The identity of the suspect is presently unknown, but gym patrons report he had been experiencing difficulty while using one of the stair machines.  “He appeared to be sweating profusely and experiencing a great deal of abdominal discomfort.  Suddenly, he ran for the lockers and a short time later all hell broke loose,” said an unidentified patron.  

Tommy Tuberville exiled to Island of Misfit Toys for his role in Capitol riots

Even as the Senate voted Saturday to acquit the Man on the High Escalator of any responsibility for inciting the Capitol rioters, it appears that one of his most devoted lackeys may be taking the fall.  Tommy Tuberville bade farewell to the good citizens of Tuberville Sunday as he embarked on a lifetime banishment to the Island of Misfit Toys for his role in the Capitol riots.  Addressing an assembled crowd at Tuberville Town Square, the junior Senator was unapologetic for his efforts in aiding the former president.  “I proudly served a man who I believe was put here by God to use the Office of President to sew chaos, abuse the democratic institutions we hold so dear, and to personally enrich himself and his family.” 

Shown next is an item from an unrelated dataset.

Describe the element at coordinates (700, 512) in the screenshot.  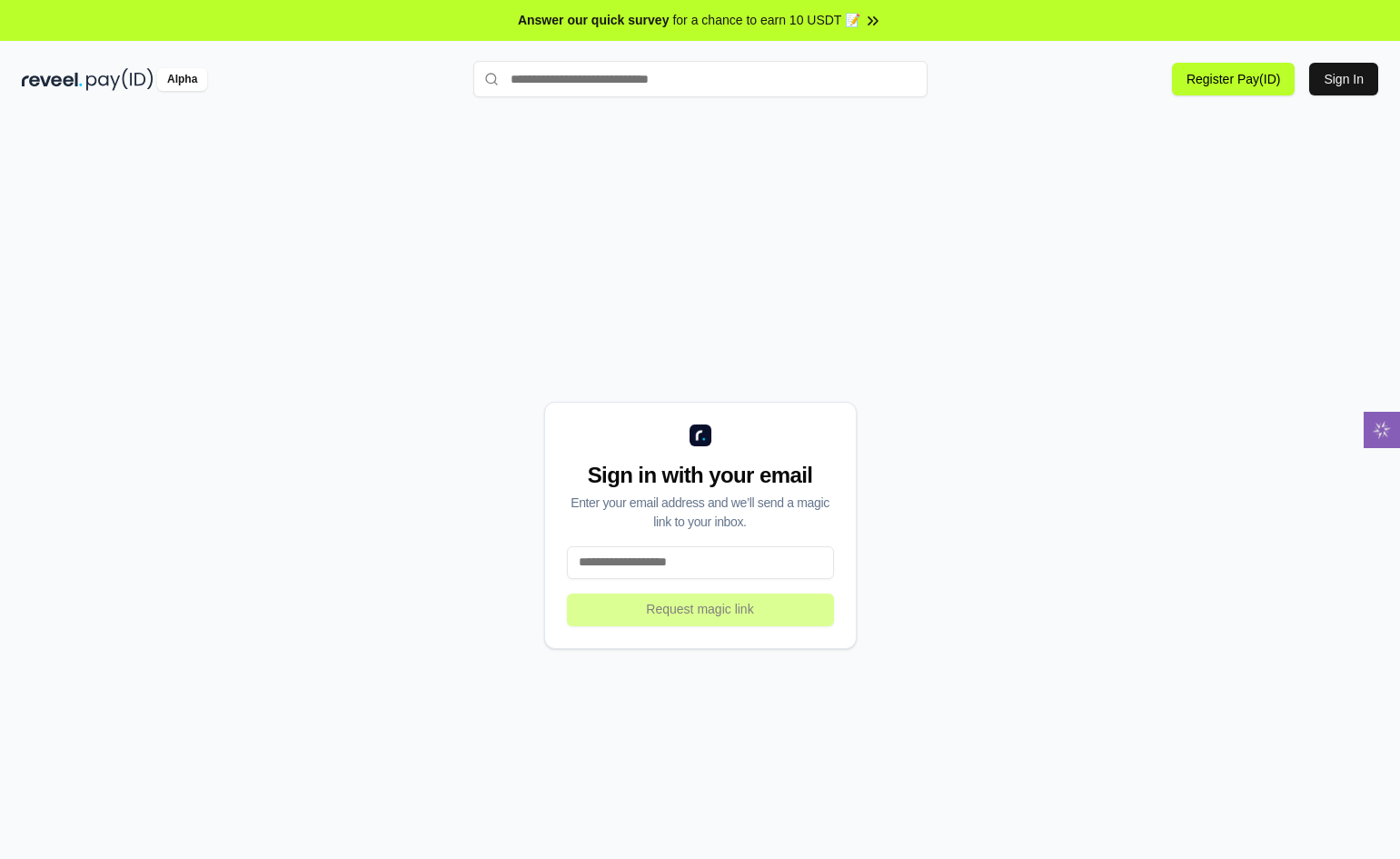
I see `div: Enter your email address and we’ll send a magic link to your inbox.` at that location.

Former aides predict Tuberville may not receive the warmest of receptions when he arrives at the Island of Misfit Toys later the week.  It is widely believed that Tommy Tuberville ruined the lives of many innocent toys on his meteoric journey to becoming one of the former president’s most trusted insiders.  “Tommy is responsible for having G.I. Joe court martialed for not being sufficiently loyal to the former president and for putting his duty to the constitution above his devotion to the Man with the Martian Tan,” said a former Tuberville aide.  “He is also expected to be met with hostility by Mr. Potato Head.  Once regarded as Tuberville’s fiercest business rival, Potato Head was framed and sentenced to the island in 2002 during Tuberville’s bid to seize control of the local potato trade.  You can bet Mr. Potato Head has not forgotten and has something diabolical planned for Tuberville’s arrival.”

If the history doesn’t fit, you must stealth edit it

For some of our most respected and revered media institutions, history has become increasingly uncooperative and uncharitable toward the narratives they’re trying to peddle these days.  A number of media outlets are finding it necessary to edit the stories of days gone by to make them more in keeping with the present day.  After all, why update your thinking or try to maintain some semblance of consistency with regard to past events, when you can just go back and change the way you reported or interpreted those events at the time?    

Following a recent Salon article that blasted Senator Tom Cotton for allegedly misleading the public about his service as a U.S. Army Ranger, some media outlets could barely keep up with the stealth editing necessary to make their current reporting more accurate and less hypocritical.  Cotton graduated from Army Ranger training school and earned the honor to wear the Ranger pin, but he never actually served with the unit.  Up until a week ago, it was quite common to refer to these service members as Rangers, but after the Salon attack piece, media outlets had some work to do to change all that.  Newsweek, not wanting to be left out of the media pile-on, used the Salon article to launch an attack of its own on Cotton.  However, Cotton’s staff notified Newsweek that it had referred in 2015 to the first two female graduates of the training program as Rangers.  (So had Congress, by the way.)  Newsweek went back and edited the article, relieving the barrier-breaking female graduates of their Army Ranger status.  Now the publication was free to attack Cotton without appearing to engage in any double standards.  It must have felt pretty liberating to the Newsweek editors to throw two female Army Rangers under the bus just so they could go after a high-profile Senator from the wrong team.   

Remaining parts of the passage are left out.